Historical fantasy lightly flavored with essence of steampunk and a delicate romance
287 pages. $4.99 on Kindle
Historical romance novelist Jeannie Lin’s foray into steampunk, “Gunpowder Alchemy,” offers readers a rich cultural and historical feast along with adventure, restrained romance, dragon airships, pirates, rebels, imperial princes, revolutions and old-school conflicts over loyalty, duty and honor. Lin’s tale is intelligent, innovative, culturally authentic, engaging and well told.
First, a word about genre. “Gunpowder Alchemy” is steampunk, but not your usual steampunk fare set in England or the U.S. Wild West with feisty Victorian ladies running around in corsets pursuing adventures in dirigibles with their clockwork mechanical friends and their Babbage computers.
Instead, our story is set in 1850 China, during the turmoil of the Opium Wars, and our heroine is a fallen Manchurian aristocrat, living hidden in the middle of nowhere after her father, the Chief Engineer to the Son of Heaven, was executed for failing to fight off the overwhelming military forces of the West. Our heroine, to feed her little brother and opium-addicted mother, must venture into the big city to sell the disgraced family’s last possession of any value. Adventure ensues, set against a historically accurate portrayal of the times, a turbulent and violent chapter in China’s history as that sophisticated empire collided with the brash and militarily superior Western powers.
Some critics have complained that Lin’s story is not steampunk enough, to which I can only reply that they are missing the point of steampunk. The heart of steampunk–and here I refer to steampunk beyond its manifestation as literature or steampunk as a science fiction genre to the wider cultural steampunk movement of the last few years–revolves around its fascination with technology, whether it be in the steampunk Do-It-Yourself/Maker movement or the re-imagining of a better past seen in more mainstream steampunk stories. The whole story grapples with the moment in history when China had an existential need for the technology to fight off the foreign invaders, and deals with characters who for various motivations and in different ways, struggle with that overwhelming challenge using every skill of engineering and science at their disposal. Lin’s story is MORE than merely steampunk, in that it also offers an engaging and authentic experience of a culture and a time period unfamiliar to many Western readers. So to steampunk, add “historical fiction,” ‘historical fantasy,” “alternate history” and yes, Lin’s forte, “historical romance,“ to the other genres that could also be used to describe elements of this novel.
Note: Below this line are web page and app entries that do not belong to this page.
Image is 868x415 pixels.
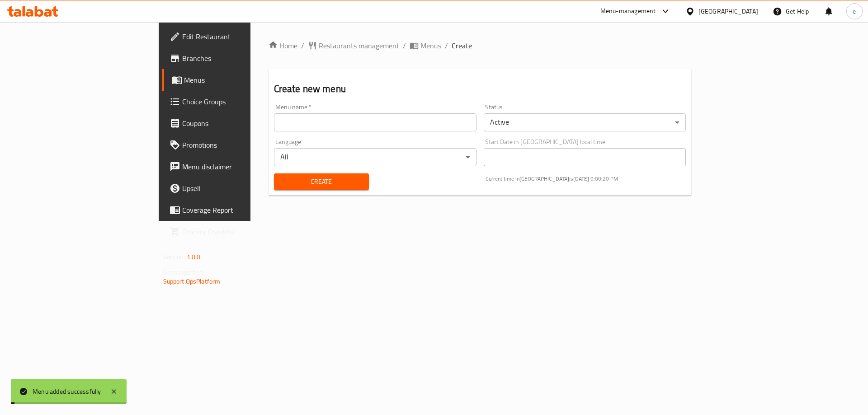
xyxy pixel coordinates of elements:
[162,91,304,112] a: Choice Groups
[162,156,304,178] a: Menu disclaimer
[420,40,441,51] span: Menus
[274,148,476,166] div: All
[182,204,297,216] span: Coverage Report
[274,82,686,96] h2: Create new menu
[485,175,686,183] p: Current time in [GEOGRAPHIC_DATA] is [DATE] 9:00:20 PM
[410,40,441,51] a: Menus
[162,26,304,47] a: Edit Restaurant
[162,221,304,242] a: Grocery Checklist
[268,40,692,51] nav: breadcrumb
[182,118,297,129] span: Coupons
[162,178,304,199] a: Upsell
[162,134,304,156] a: Promotions
[162,69,304,91] a: Menus
[600,6,656,17] div: Menu-management
[274,173,369,190] button: Create
[182,53,297,64] span: Branches
[445,40,448,51] li: /
[162,199,304,221] a: Coverage Report
[451,40,472,51] span: Create
[163,275,220,287] a: Support.OpsPlatform
[698,6,758,17] div: [GEOGRAPHIC_DATA]
[162,112,304,134] a: Coupons
[308,40,399,51] a: Restaurants management
[184,75,297,86] span: Menus
[852,6,856,17] span: e
[274,114,476,132] input: Please enter Menu name
[281,176,361,188] span: Create
[163,266,204,278] span: Get support on:
[32,386,101,396] div: Menu added successfully
[402,40,406,51] li: /
[182,140,297,150] span: Promotions
[162,47,304,69] a: Branches
[182,96,297,107] span: Choice Groups
[484,114,686,132] div: Active
[182,183,297,193] span: Upsell
[182,161,297,172] span: Menu disclaimer
[163,251,185,263] span: Version:
[182,227,297,237] span: Grocery Checklist
[182,31,297,42] span: Edit Restaurant
[186,251,201,263] span: 1.0.0
[319,40,399,51] span: Restaurants management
Lin’s characters are a product of her chosen period, geography and their class and station in a rigidly status-conscious culture, not modern yellow-faced white Anglo adventurers marching through historical sets. Lin’s grasp of the history and culture of that period in Chinese history is confident and authentic, and provides much of the pleasure in reading this tale. The romance thread is beautifully and delicately portrayed, with all the constraints of that time pressing down on the growing attraction between the lovers. To our coarser modern tastes, the lovers’ restraint may seem quaint or sweet, but I found it moving and real in its context. The devastation opium wrought on the Chinese people of that time is vividly portrayed in the opium-addicted mother of the heroine, as well as the ravaged and violent victims of a mysterious form of amped-up tainted opium (somewhat reminiscent of Cherie Priest’s zombie army, formed in a different way, so take that, steampunk-genre-doubters!) The cultural meaning, pride and suffering associated with the custom of foot-binding is touched upon as well, with a marvelous steampunk solution woven into an important plot point.
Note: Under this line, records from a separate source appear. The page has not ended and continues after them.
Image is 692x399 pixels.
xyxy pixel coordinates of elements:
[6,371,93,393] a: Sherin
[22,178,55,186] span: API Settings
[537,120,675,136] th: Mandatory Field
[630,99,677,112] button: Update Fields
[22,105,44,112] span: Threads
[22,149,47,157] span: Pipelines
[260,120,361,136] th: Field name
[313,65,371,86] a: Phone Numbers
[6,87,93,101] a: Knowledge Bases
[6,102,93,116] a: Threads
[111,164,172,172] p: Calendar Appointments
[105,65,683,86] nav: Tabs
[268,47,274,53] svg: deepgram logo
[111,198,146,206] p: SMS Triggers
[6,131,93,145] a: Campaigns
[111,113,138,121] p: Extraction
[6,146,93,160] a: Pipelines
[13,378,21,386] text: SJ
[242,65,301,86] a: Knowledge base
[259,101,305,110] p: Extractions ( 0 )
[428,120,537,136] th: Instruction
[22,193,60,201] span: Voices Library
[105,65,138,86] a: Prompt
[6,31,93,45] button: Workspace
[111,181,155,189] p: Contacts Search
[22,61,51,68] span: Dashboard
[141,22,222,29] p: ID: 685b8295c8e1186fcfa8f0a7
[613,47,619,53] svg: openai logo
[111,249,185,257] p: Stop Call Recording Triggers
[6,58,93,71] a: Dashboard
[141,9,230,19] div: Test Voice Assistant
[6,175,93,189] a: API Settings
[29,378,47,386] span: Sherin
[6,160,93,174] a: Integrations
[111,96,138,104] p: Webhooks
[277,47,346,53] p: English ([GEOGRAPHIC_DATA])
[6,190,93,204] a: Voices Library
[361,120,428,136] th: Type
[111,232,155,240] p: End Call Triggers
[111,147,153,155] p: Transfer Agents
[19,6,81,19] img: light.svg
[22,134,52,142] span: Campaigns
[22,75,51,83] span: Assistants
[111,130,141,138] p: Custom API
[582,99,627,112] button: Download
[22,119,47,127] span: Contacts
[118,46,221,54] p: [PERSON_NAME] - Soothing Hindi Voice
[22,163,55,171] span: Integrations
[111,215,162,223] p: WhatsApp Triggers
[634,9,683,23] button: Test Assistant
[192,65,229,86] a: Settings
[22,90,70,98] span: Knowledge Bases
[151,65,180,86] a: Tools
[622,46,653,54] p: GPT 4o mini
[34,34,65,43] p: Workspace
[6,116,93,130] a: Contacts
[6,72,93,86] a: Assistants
The world-building is meticulous, whether in its descriptions of a rural village or the bustling urban centers, both the Chinese and the foreign quarters. Technology is of the time, augmented occasionally with delightful steampunk inventions blended with, for example, traditional Chinese medicine methods. I’m a round-eyed pale waiguoren, but one armed with a degree in East Asian Studies and a smattering of Mandarin, and I truly enjoyed experiencing the history and culture Lin depicted so masterfully. Where she made linguistic or historical simplifications in support of drama and pacing (always the right choice!), she did so with intelligence while preserving the essential truth of the culture and history.
Finally, the writing and craft are smooth and well done. Lin’s writing is clean and spare, not ornate, with just enough detail to keep things concrete without slowing pacing. I have an old-fashioned preference for stories told in the third person point of view, but I found myself adapting quickly to the protagonist’s first person point of view as Lin unobtrusively engaged me in her story. I found myself questioning my own preferences as I enjoyed the immediacy of her first person POV.
Recommendation: for historical fiction fans interested in China, for sweet historical romance fans, and yes, for open-minded steampunk adventure fans willing to try something other than same-old Anglophile steampunk. Each of you will find a tale well-crafted, full of unique and interesting characters set in an unfamiliar and vividly real world. I’ve already downloaded the next book in the series, to see where Lin and her characters go next!
Highly descriptive blog, I liked that bit. Will there be a part 2?